Can astrology be disproved? Literally thousands of volumes have been written on the subject over the ages, attacks and defenses, apologies and interpretations. Proponents have claimed astrology as a "science" and an "art," a true interpretation of the inner workings of the universe. Opponents have mostly attacked astrology on physical grounds, citing the old classical arguments: the question of twins, the time of birth versus time of conception, the immense distances to the planets and stars, and so on.
But very few writers have come to the nub of the matter: astrology is false because it is a system of magic, based on the magical "principle of correspondences." In fact, astrology--or at least its prehistoric predecessor--probably arose concurrently with the magical world view of early civilized man, astrology and magic adding to each other and being developed and used by the priests to lend "cohesiveness" to the evolving city-states. By the time cuneiform and hieroglyphic writing had been developed, astrology in some form or other was already a part of man's culture.

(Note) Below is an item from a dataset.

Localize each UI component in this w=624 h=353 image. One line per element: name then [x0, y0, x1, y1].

Thus, several thousand years have gone into the development of astrology, into its theory and practice. Astrology proper began in Babylonia as a system of omen-reading to foretell the fate of kings and realms. More or less simultaneously, the Egyptians developed their system of Places, based on "planetary aspects." Then the Greeks took over both the Babylonian and Egyptian systems, combining them into a complex mathematical cosmology. Under the Greeks, astrology became available to the common man; astrologers today use virtually the same system as the Greeks, or endless variations thereof.

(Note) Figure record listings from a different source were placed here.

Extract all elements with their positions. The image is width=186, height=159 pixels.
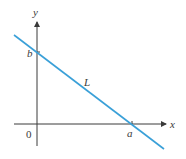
intercept-diagram: y x 0 b a L bbox=[0, 0, 186, 159]
y-intercept-label: b bbox=[27, 47, 33, 59]
x-axis-label: x bbox=[169, 118, 175, 130]
line-label: L bbox=[83, 76, 90, 88]
x-intercept-label: a bbox=[127, 127, 133, 139]
y-axis-label: y bbox=[32, 6, 38, 18]
origin-label: 0 bbox=[26, 128, 32, 140]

As a result of astrology's long history, confused development, and obscured theoretical bases, it is common for writers and astrologers to state that the ancient "art" cannot be disproved, that modern man lacks the necessary "cosmic insights" to grasp its truths. Even the great humanist Petrarch attacked astrology only by making fun of astrologers, leaving the cosmological arguments relatively untouched. Very few writers indeed have associated astrology with its magical bases; a reasonable search reveals that only Isidore of Seville, in the seventh century, and Richard Cavendish, in The Black Arts ( 1967), have properly identified astrology as magic.
This confused state of affairs is precisely the astrologers' aim: as long as they can obscure the fact that astrology is nothing more nor less than magic and totally unrelated to physical science, they can continue to find customers willing to part with hard-earned funds. For, after all, astrology is a practical "art"; it has provided many an astrologer with a lifelong living.